ROOTS of Conflict: Competition and Conciliation
Among environmental and social constraints and adaptive processes, conflict is an imminent risk and a constant challenge for human societies. Whether with a steadily increasing world population, conflict increases or even decreases in the long run are controversially debated. Arguably, societies have increasingly managed to reduce the potential for violent conflicts in the long-term perspective. Thus, the study of conflict potentials and their impact on past societies can inform us about the conciliatory ability of humans to overcome or transform conflicts, shed new light on the roots, formation, and development of conflicts, and provide more complete patterns of conflict distributions and their regional biographies.
The subcluster aims at an empirical and theoretical comprehension of past conflict causes, trajectories, and conciliations by:
- disentangling complex connectivities of social, environmental, and cultural causes and triggers of past conflicts on the basis of refined sound timelines;
- both reconstructing conflict biographies and measuring conflict potential variables in order to make past conflicts diachronically comparable in terms of their severity and consequences;
- constructing models of characteristic courses of conflicts and their conciliation;
- developing a revised understanding of the possible longue durée of conflicts and conciliations. In contrast to current theories focussing on violence, new conflict theories will be formulated with a focus also on conciliation aspects, and it will be clarified whether conflicts generally follow ‘typical’ patterns. Finally, the diachronic development of conflicts and conflict resolution with regard to causes, effects, escalation levels, and long-term effects will be distinctly better understood.

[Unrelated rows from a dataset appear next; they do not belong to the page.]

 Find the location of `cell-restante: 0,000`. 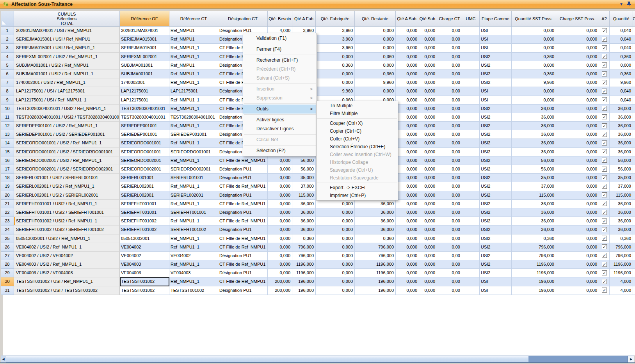

cell-restante: 0,000 is located at coordinates (375, 39).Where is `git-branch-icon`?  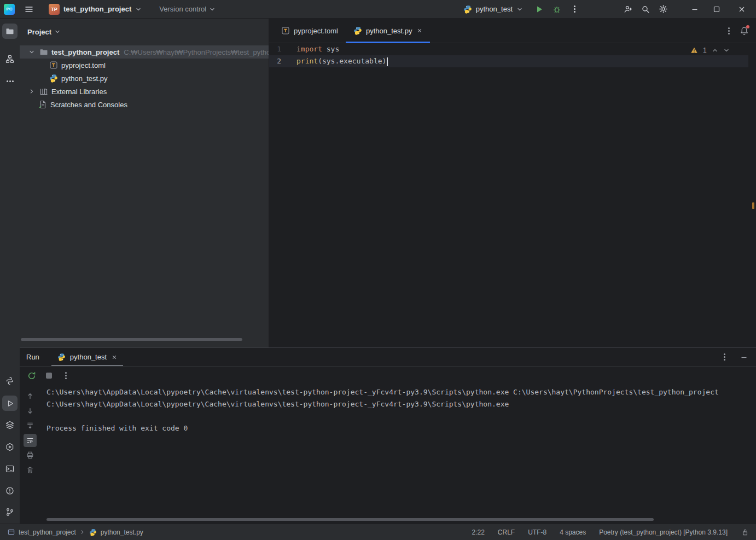
git-branch-icon is located at coordinates (10, 512).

ROOTS of Conflicts focuses on the following main research questions: What were the spatial and social scales of conflict in past societies? Which risk and prevention strategies were adopted in the past? Which factors, intensity, and thresholds determined whether conflict is escalated, transformed, or resolved? Were the occurrence and intensity of violence a matter of social organisation? These questions will be addressed by taking into account the role of landscape, natural environment, and subsistence in shaping conflict dynamics, as well as through identifying the scale of spatial, social, and linguistic boundaries, the interaction of these delimitation criteria between and within societies, and the role of territoriality and borders in conflict resolutions. A focus will also be placed on questions related to the qualitative differences in material culture and language that may indicate competing strategies, the implications of trade relations, and the exchange of technology and people.